New data from Centrix shows a 14% year-on-year increase in financial hardship, with nearly 50,000 individuals struggling to pay bills—24,000 of whom are facing mortgage stress.
Mortgage, credit card, and personal loan issues make up the bulk of hardship cases, particularly affecting 35- to 49-year-olds.
Although household arrears have plateaued and the percentage of credit-active Kiwis in arrears has slightly decreased, the number of people behind on bills rose to 485,000 in May.
Meanwhile, company liquidations are up 27% compared to last year, with the construction, property, and hospitality sectors hit hardest. Business credit demand is also increasing, particularly in retail and hospitality, as financial pressure mounts across industries.
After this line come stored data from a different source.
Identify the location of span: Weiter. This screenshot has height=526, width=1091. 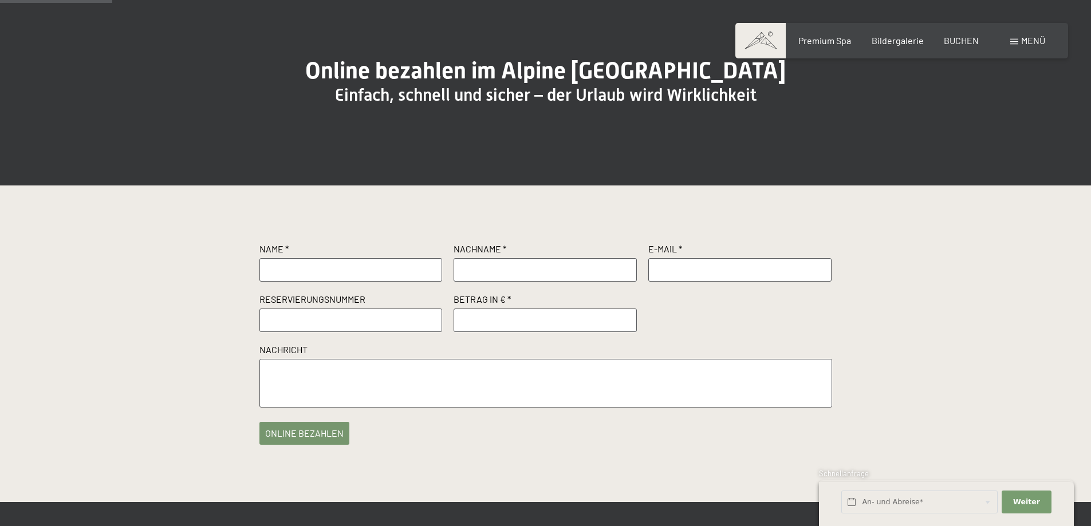
(1026, 502).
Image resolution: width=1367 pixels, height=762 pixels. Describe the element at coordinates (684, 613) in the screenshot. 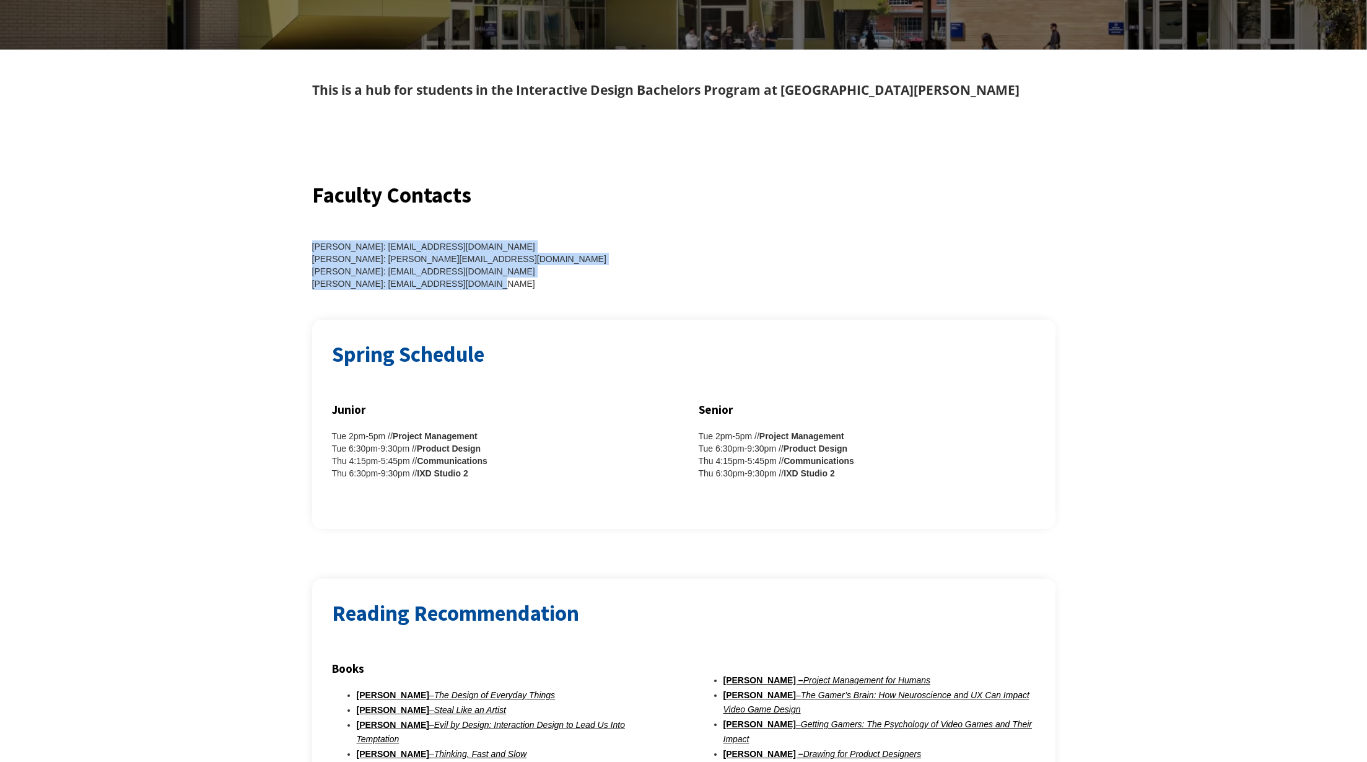

I see `h2: Reading Recommendation` at that location.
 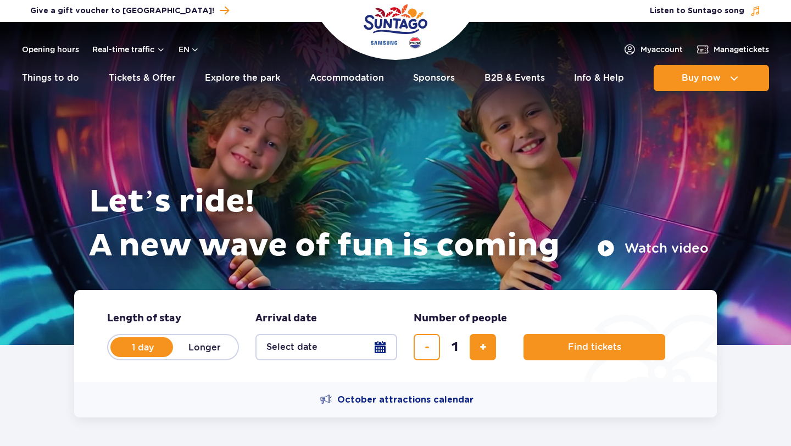 What do you see at coordinates (701, 78) in the screenshot?
I see `span: Buy now` at bounding box center [701, 78].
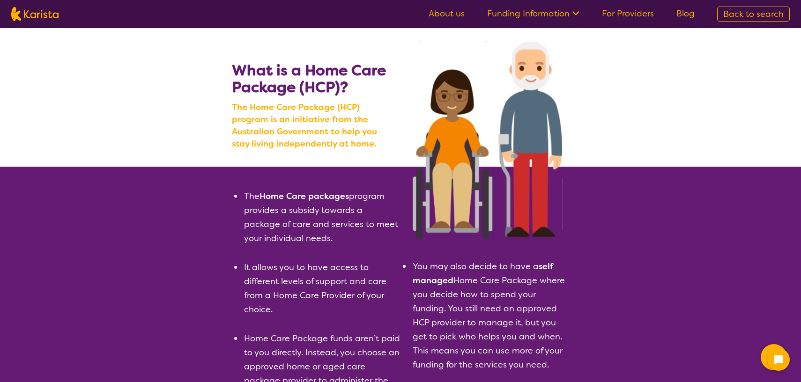 The height and width of the screenshot is (382, 801). Describe the element at coordinates (309, 79) in the screenshot. I see `b: What is a Home Care Package (HCP)?` at that location.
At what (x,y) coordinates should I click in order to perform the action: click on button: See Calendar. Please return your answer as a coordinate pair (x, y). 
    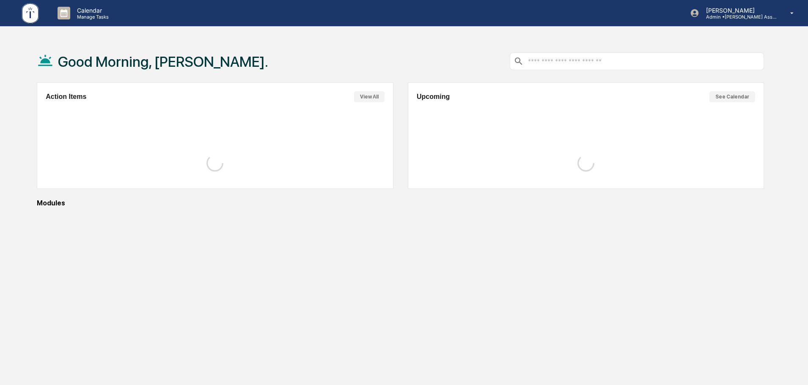
    Looking at the image, I should click on (732, 97).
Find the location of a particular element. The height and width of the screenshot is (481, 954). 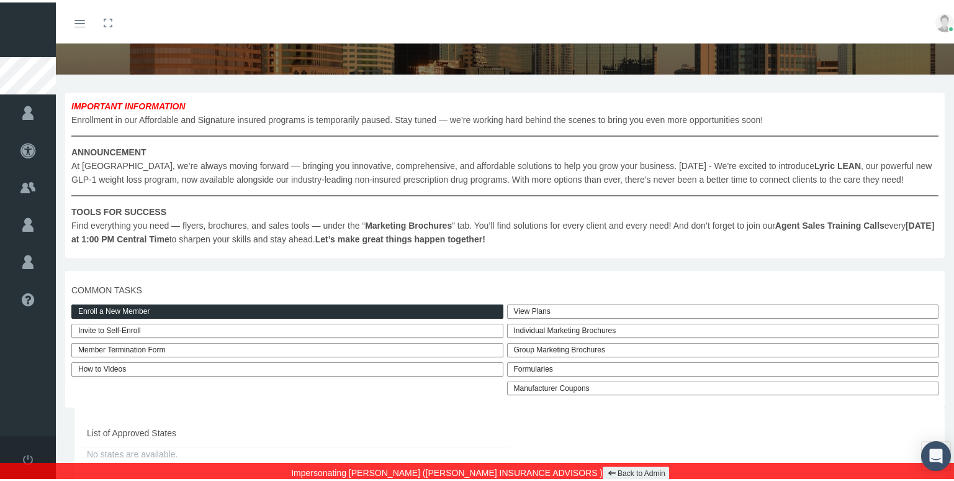

a: Member Termination Form is located at coordinates (287, 347).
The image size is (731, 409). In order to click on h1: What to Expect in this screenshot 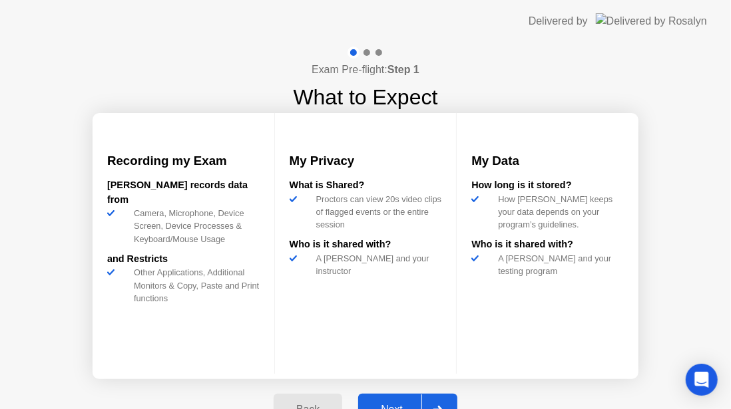, I will do `click(366, 97)`.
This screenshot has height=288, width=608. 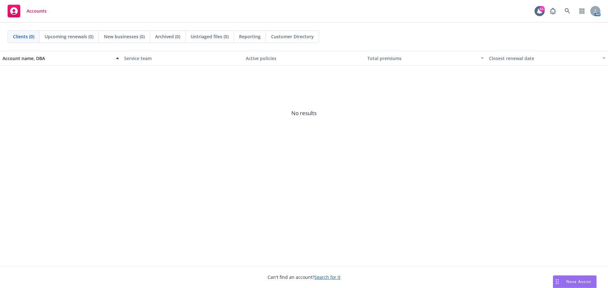 I want to click on button: Service team, so click(x=182, y=58).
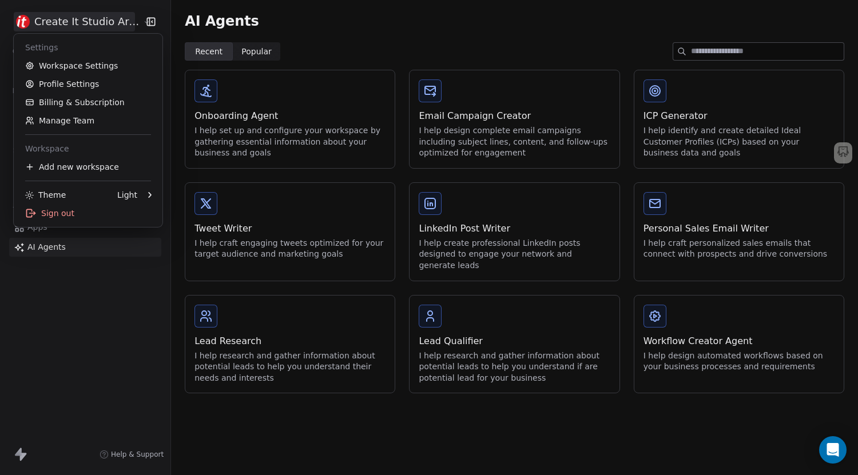  What do you see at coordinates (88, 66) in the screenshot?
I see `a: Workspace Settings` at bounding box center [88, 66].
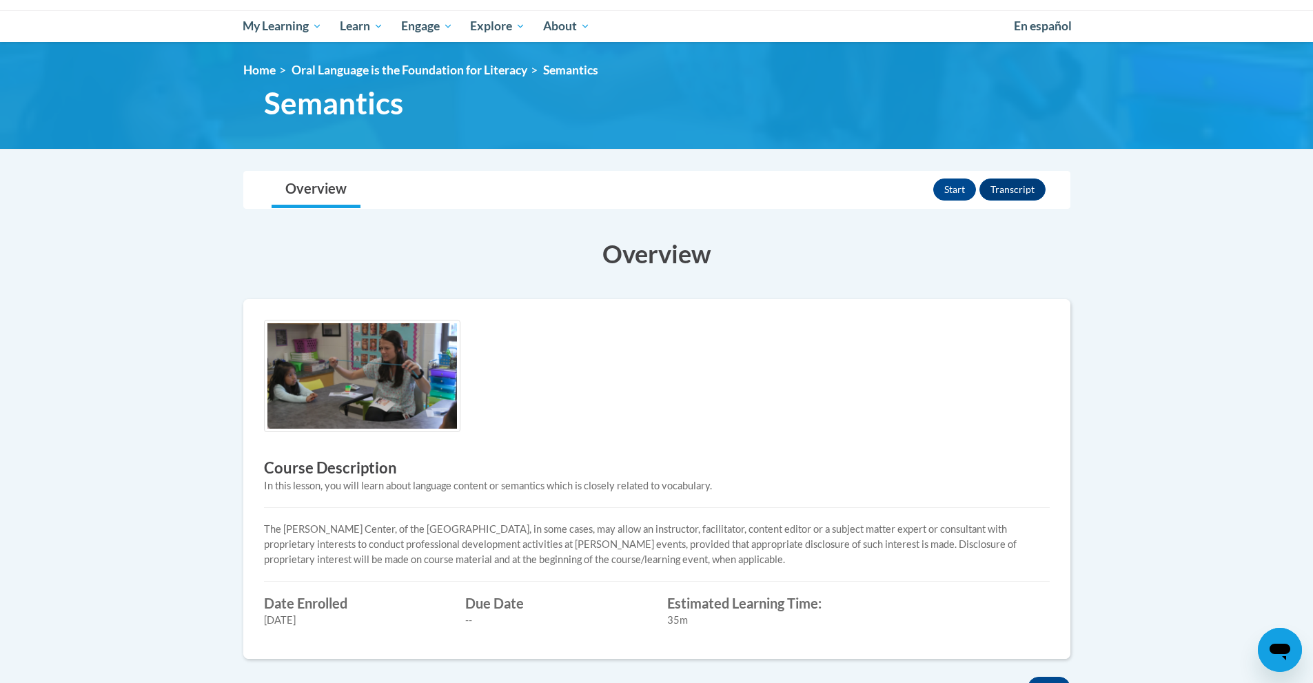 The height and width of the screenshot is (683, 1313). Describe the element at coordinates (566, 26) in the screenshot. I see `span: About` at that location.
Image credit: Kelly Sikkema

Although one may take out a huge student loan to train in a trade, a profession or an occupation guaranteed to give life satisfaction, nowhere is there recognition of the need for realistic, on the ground business interface and the type of experience which is necessary for financial survival. The whole system is geared toward satisfying the taxman at the expense of sanity and courtesy, which are the first things to fall by the wayside in the real world. The type of shady business which succeeds by ‘leverage’ (a polite word for sneaky bullying tactics) is lauded and celebrated in the press and the beehive alike, with no consideration for the human fallout which is reflected here in this report. Our bureaucrats are asleep at the wheel as lawyers for the filthy rich throw them crumbs under the table or in plain sight, either way, while parliament writes laws with chatGPT and whinnies to the press on their ‘achievements’. Sickening.